## Assignment:
In your copy of the data below, reproduce every entry exactly and omit the pictures.

## Record set:
============
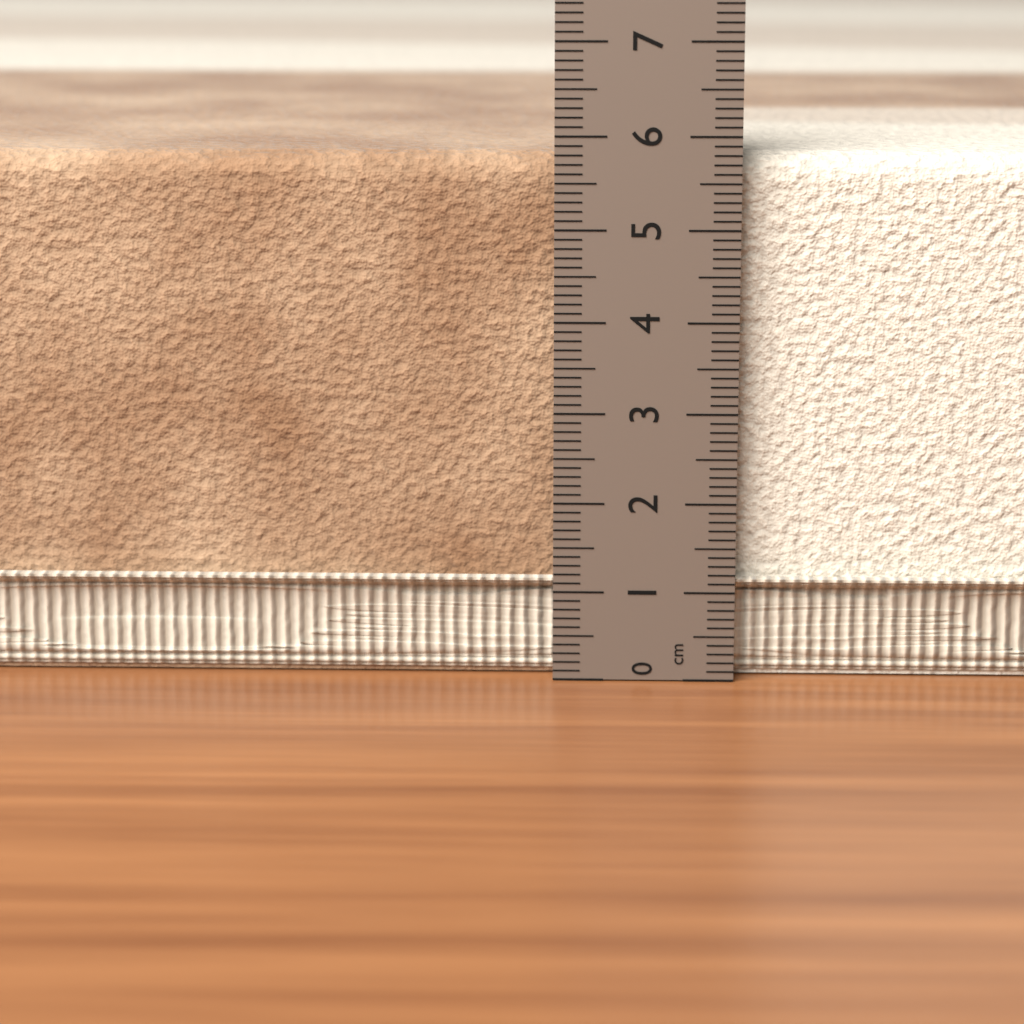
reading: 5.8 cm
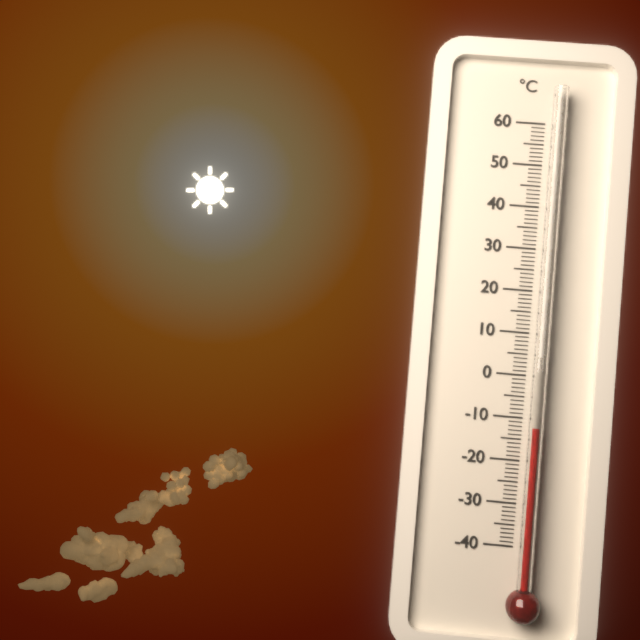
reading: -12 °C
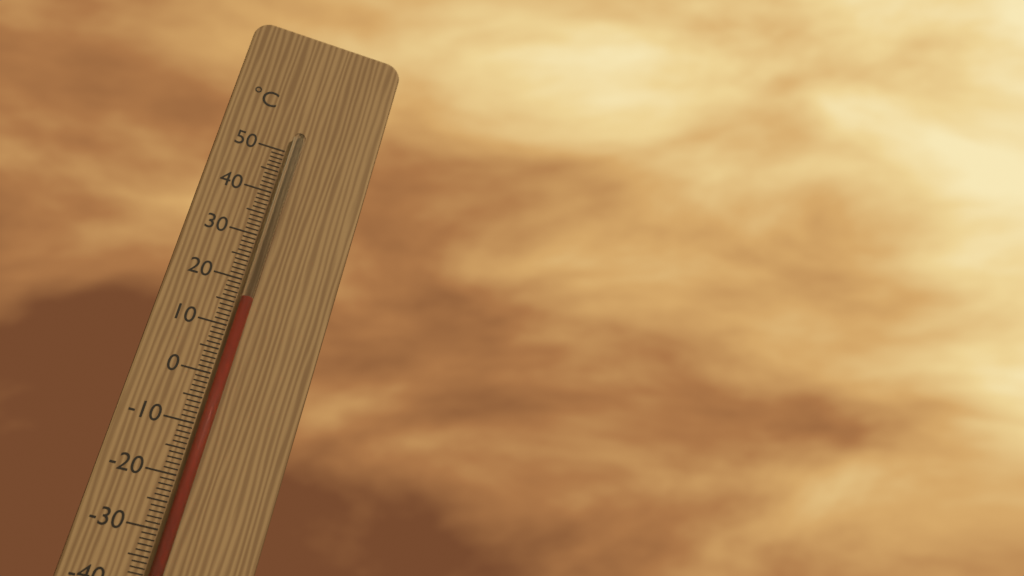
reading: 16 °C
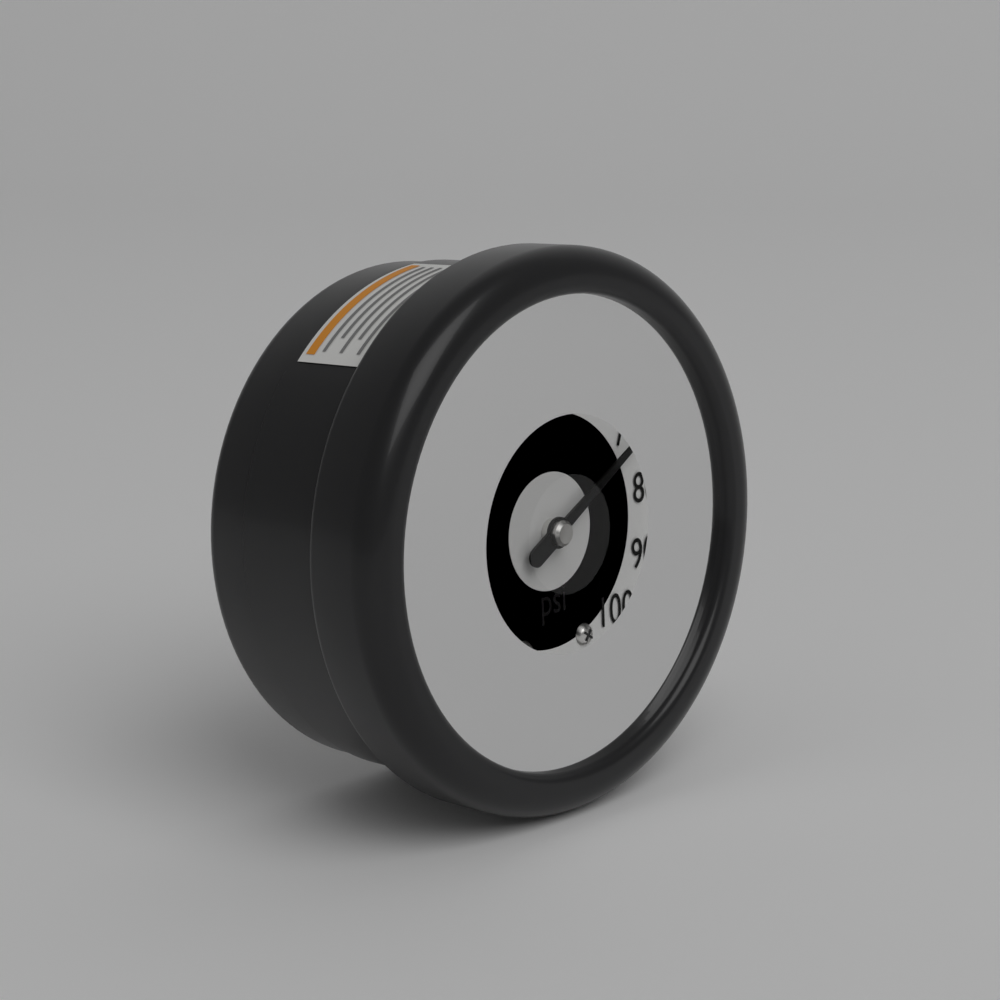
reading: 72 psi
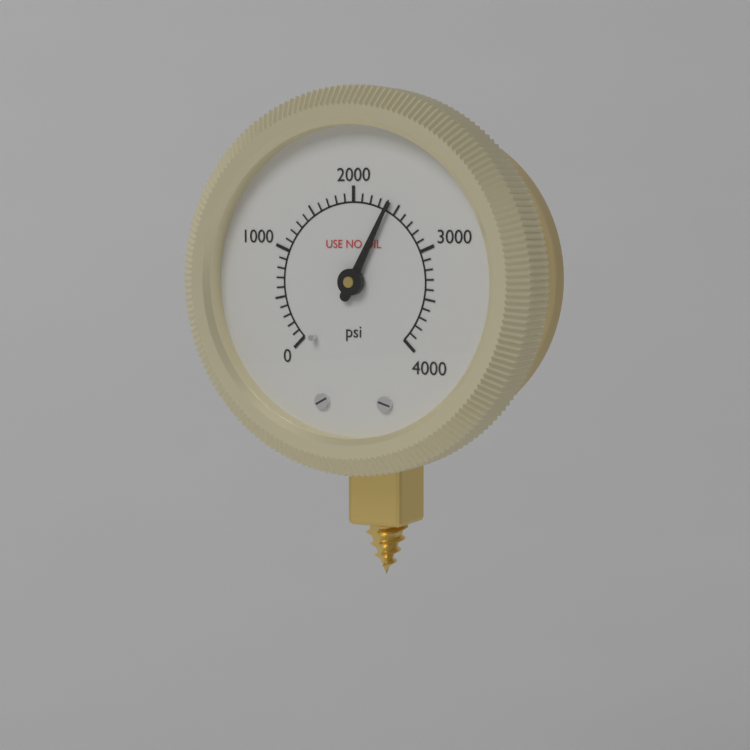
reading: 2400 psi
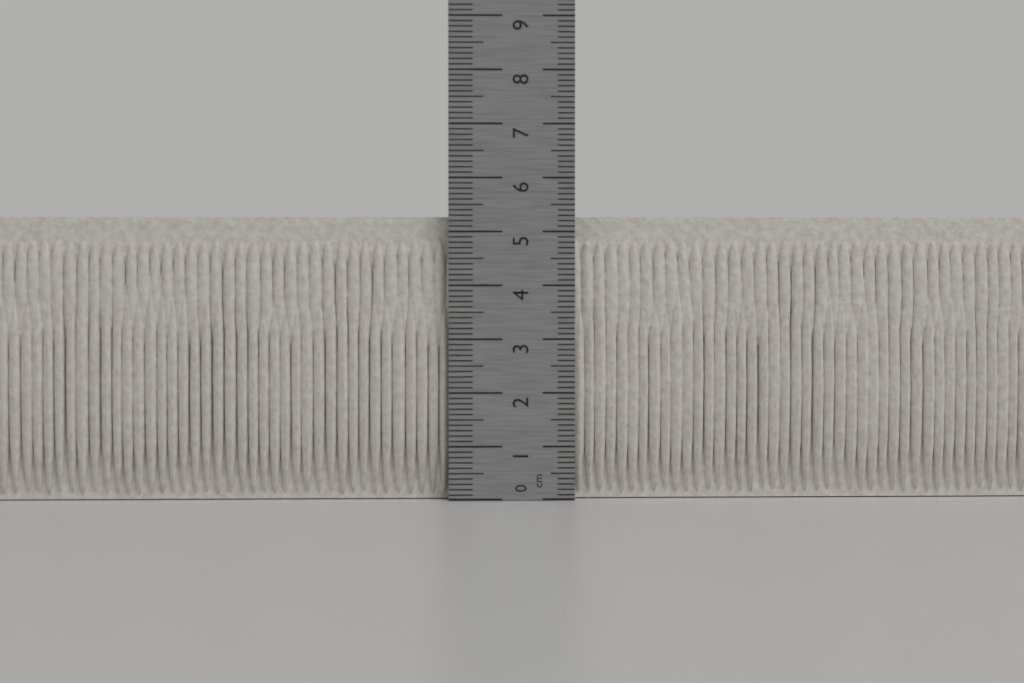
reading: 5.3 cm
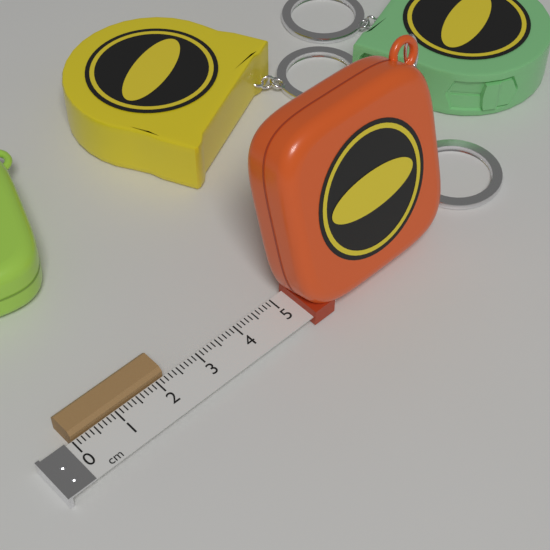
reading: 2.2 cm
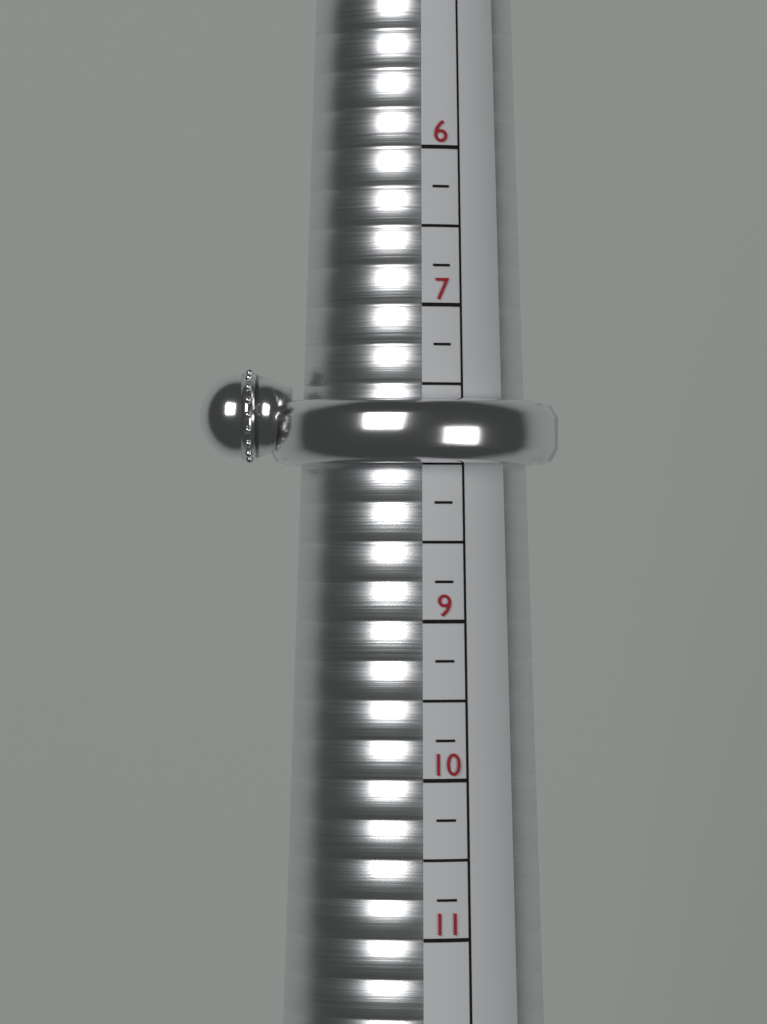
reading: 8.00 (no unit)
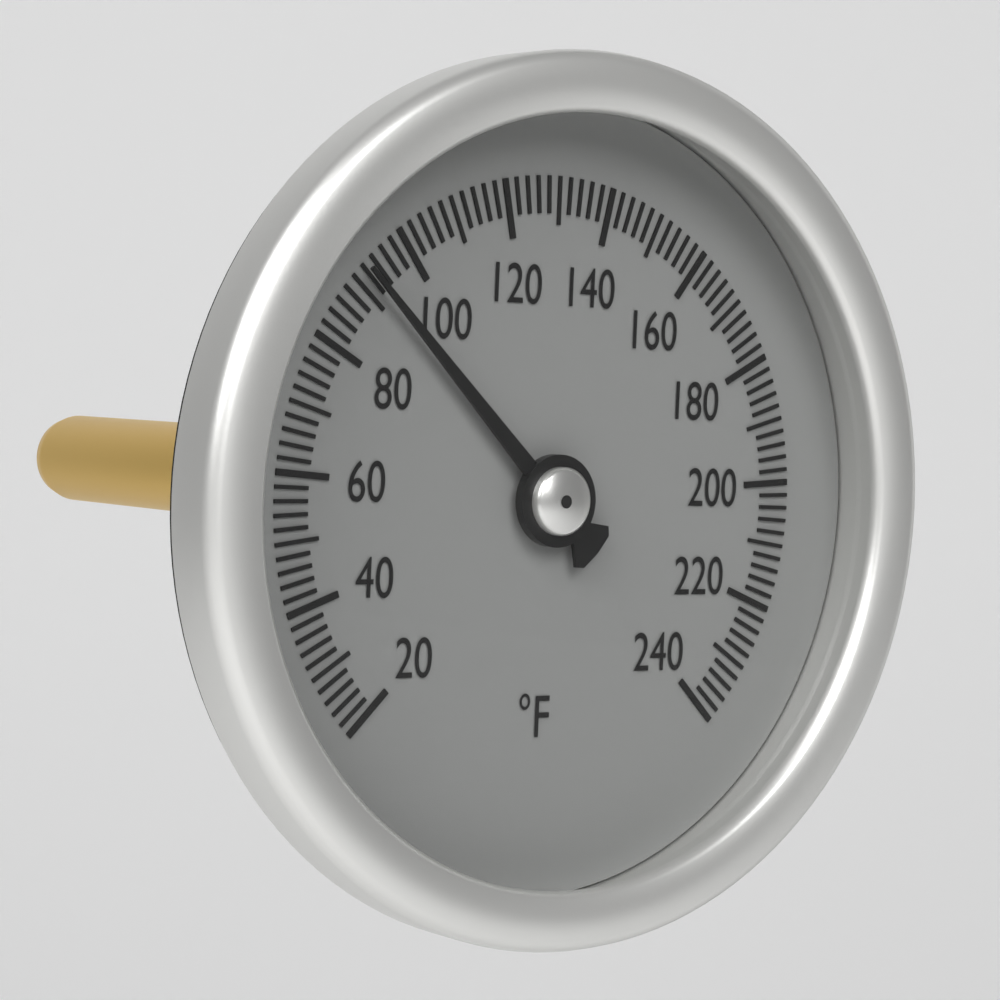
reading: 92 °F
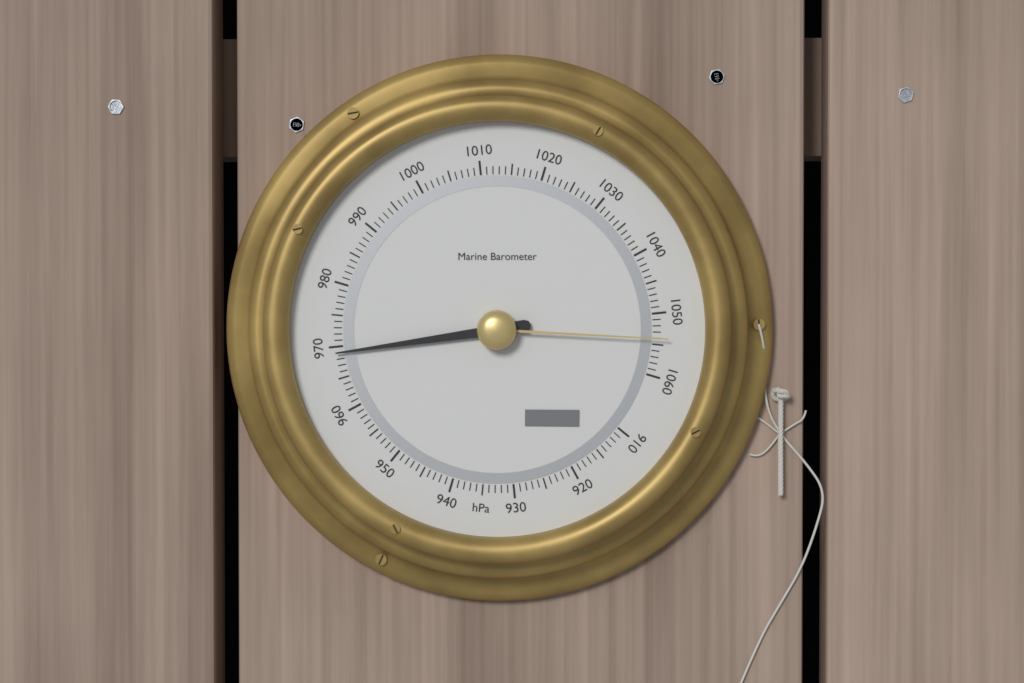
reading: 969 hPa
============
## The answer:
reading: 5.8 cm
reading: -12 °C
reading: 16 °C
reading: 72 psi
reading: 2400 psi
reading: 5.3 cm
reading: 2.2 cm
reading: 8.00 (no unit)
reading: 92 °F
reading: 969 hPa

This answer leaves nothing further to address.